I would like to thank Ramesh Ganohariti for the insightful comments he provided on an earlier version of this paper, alongside those of the two anonymous reviewers. Additionally, I am grateful to Majdi Bido and Mohammed Ibrahim (Shino) for their insights to improve the quality of this paper.

Disclosure statement

No potential conflict of interest was reported by the author.

Notes

1. As with much of the literature on nationality and statelessness issues, within this paper I employ the terms ‘nationality’ and ‘citizenship’ interchangeably to refer to the formal legal bond between (the Syrian) state and (its) citizens. See for instance (Adjami and Harrington Citation2008; Belton Citation2011; Gibney Citation2014). While Von Rütte has noted that conceptual distinctions between the two terms do exist and differ ‘depending on the discipline, legal tradition and language’ (Citation2022, 12), these technical differences are not pertinent to the discussion within this paper.
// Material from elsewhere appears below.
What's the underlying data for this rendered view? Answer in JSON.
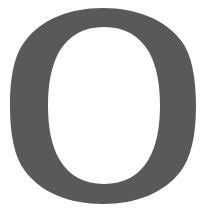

2. The Self Administration is currently also known as the Autonomous Administration of North and East Syria (AANES). It should be noted that various nomenclature have been used for this evolving project. For simplicity’s sake, I refer to the Kurdish-led Self Administration to cover the governance system in its changing formulations over time.

3. The PYD-PKK relationship has been operationally complex, especially since the latter is considered as a terrorist group by the United States and European Union (Kaya and Lowe Citation2016).
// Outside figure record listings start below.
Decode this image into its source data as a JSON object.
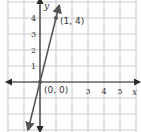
{
  "chart_data": {
    "type": "line",
    "title": "",
    "xlabel": "x",
    "ylabel": "y",
    "xlim": [
      -2,
      6
    ],
    "ylim": [
      -3,
      5
    ],
    "grid": true,
    "x_tick_labels": [
      {
        "value": 3,
        "label": "3"
      },
      {
        "value": 4,
        "label": "4"
      },
      {
        "value": 5,
        "label": "5"
      }
    ],
    "y_tick_labels": [
      {
        "value": 1,
        "label": "1"
      },
      {
        "value": 2,
        "label": "2"
      },
      {
        "value": 3,
        "label": "3"
      },
      {
        "value": 4,
        "label": "4"
      }
    ],
    "series": [
      {
        "name": "y = 4x",
        "slope": 4,
        "intercept": 0,
        "x_range": [
          -0.75,
          1.2
        ]
      }
    ],
    "points": [
      {
        "x": 0,
        "y": 0,
        "label": "(0, 0)"
      },
      {
        "x": 1,
        "y": 4,
        "label": "(1, 4)"
      }
    ],
    "colors": {
      "grid": "#c8c8c8",
      "axis": "#2a2a2a",
      "line": "#555555"
    }
  }
}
4. This was the date that the PYD and its military wing, the People’s Defense Units (Yekîneyên Parastina Gel, YPG) took control of Kobanî (canton). This was followed by takeovers in Afrin and Jazeera also. NB: The ‘Rojava Revolution’ is also known as şoreşa 19ê tîrmehê (the 19th July Revolution).

5. For more on the complex dynamics, including shared tactical interest and divergent ideology, within the US-SDF partnership, see (Knights and van Wilgenburg Citation2021).
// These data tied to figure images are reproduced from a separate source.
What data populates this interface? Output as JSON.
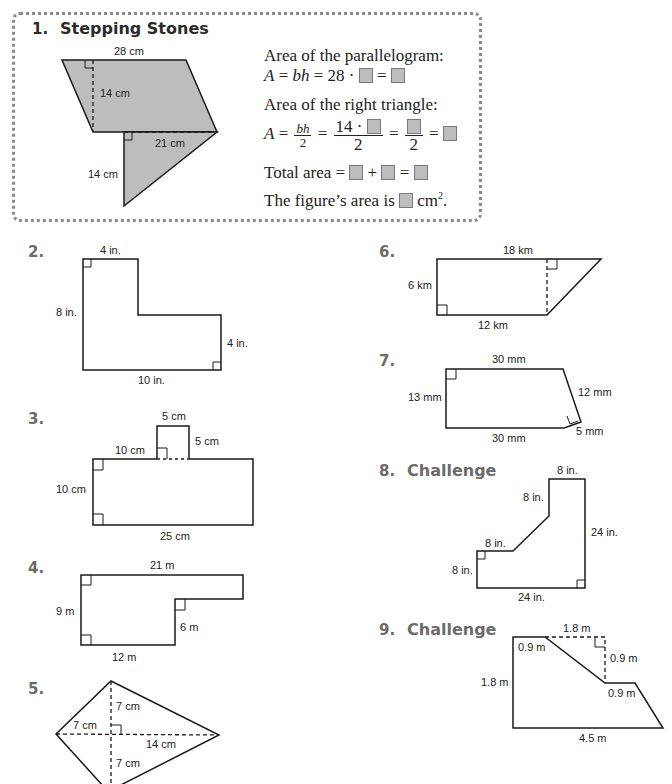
{
  "problems": [
    {
      "number": "1.",
      "title": "Stepping Stones",
      "labels": {
        "top": "28 cm",
        "height": "14 cm",
        "triangle_base": "21 cm",
        "triangle_height": "14 cm"
      },
      "work": {
        "line1": "Area of the parallelogram:",
        "line2_prefix": "A = bh = 28 ·",
        "line3": "Area of the right triangle:",
        "line4_num1": "bh",
        "line4_den": "2",
        "line4_num2": "14 ·",
        "total_label": "Total area =",
        "final_prefix": "The figure’s area is",
        "final_unit": "cm",
        "final_exp": "2",
        "final_end": "."
      }
    },
    {
      "number": "2.",
      "labels": {
        "top": "4 in.",
        "left": "8 in.",
        "right": "4 in.",
        "bottom": "10 in."
      }
    },
    {
      "number": "3.",
      "labels": {
        "tab_top": "5 cm",
        "tab_side": "5 cm",
        "top_left": "10 cm",
        "left": "10 cm",
        "bottom": "25 cm"
      }
    },
    {
      "number": "4.",
      "labels": {
        "top": "21 m",
        "left": "9 m",
        "inner": "6 m",
        "bottom": "12 m"
      }
    },
    {
      "number": "5.",
      "labels": {
        "upper": "7 cm",
        "left": "7 cm",
        "right": "14 cm",
        "lower": "7 cm"
      }
    },
    {
      "number": "6.",
      "labels": {
        "top": "18 km",
        "left": "6 km",
        "bottom": "12 km"
      }
    },
    {
      "number": "7.",
      "labels": {
        "top": "30 mm",
        "left": "13 mm",
        "slant": "12 mm",
        "small": "5 mm",
        "bottom": "30 mm"
      }
    },
    {
      "number": "8.",
      "title": "Challenge",
      "labels": {
        "top": "8 in.",
        "upper_left": "8 in.",
        "right": "24 in.",
        "step": "8 in.",
        "left": "8 in.",
        "bottom": "24 in."
      }
    },
    {
      "number": "9.",
      "title": "Challenge",
      "labels": {
        "top": "1.8 m",
        "top_left": "0.9 m",
        "drop": "0.9 m",
        "left": "1.8 m",
        "ledge": "0.9 m",
        "bottom": "4.5 m"
      }
    }
  ],
  "colors": {
    "shape_fill": "#bdbdbd",
    "stroke": "#1a1a1a",
    "number_gray": "#6b6b6b",
    "box_border": "#8a8a8a"
  }
}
6. The preamble of the Social Contract, the Self Administration’s foundational document (discussed further below), clearly states its respect for Syria’s established national borders.

7. This was first adopted for the three cantons of Afrin, Kobani and Jazira in 2014 as the Charter of the social contract in Rojava (Syria) https://pydrojava.org/%D9%85%D9%8A%D8%AB%D8%A7%D9%82-%D8%A7%D9%84%D8%B9%D9%82%D8%AF-%D8%A7%D9%84%D8%A7%D8%AC%D8%AA%D9%85%D8%A7%D8%B9%D9%8A. It has since been updated, most recently in December 2023.

8. This translation, and that of all legal texts referenced in this article, is the author’s own unless otherwise stated.

9. It should be noted that, despite these positive steps, stateless Kurds in the Self Administration areas are still sometimes unable to access money transfers (hawala payments) and may be excluded from subsidised food and winter fuel programmes as in practice staff responsible for such transactions/distributions often ask for presentation of Syrian government documents (Author interview with Kurdish journalist, January 2024).

10. All males unless otherwise exempt between the ages of 18 and 30 are required to serve in the Self Defense Forces. Exemption conditions and period of mandatory service have varied over the years (partly due to military expediency), yet broadly speaking it is necessary to serve for at least a year.

11. The Law of the Communal Living Contract was issued on 20 February 2014 by the Municipalities Development Centre in cooperation with the Women’s Council, and entered into force on 5 March 2014. It has since been standardised across all territories under Self Administration rule. ‘Communal Living’ is the rough translation for al-hayat al-nadiya al-mushtaraka, which is an integral part of the philosophy underpinning the Self Administration’s approach to social affairs.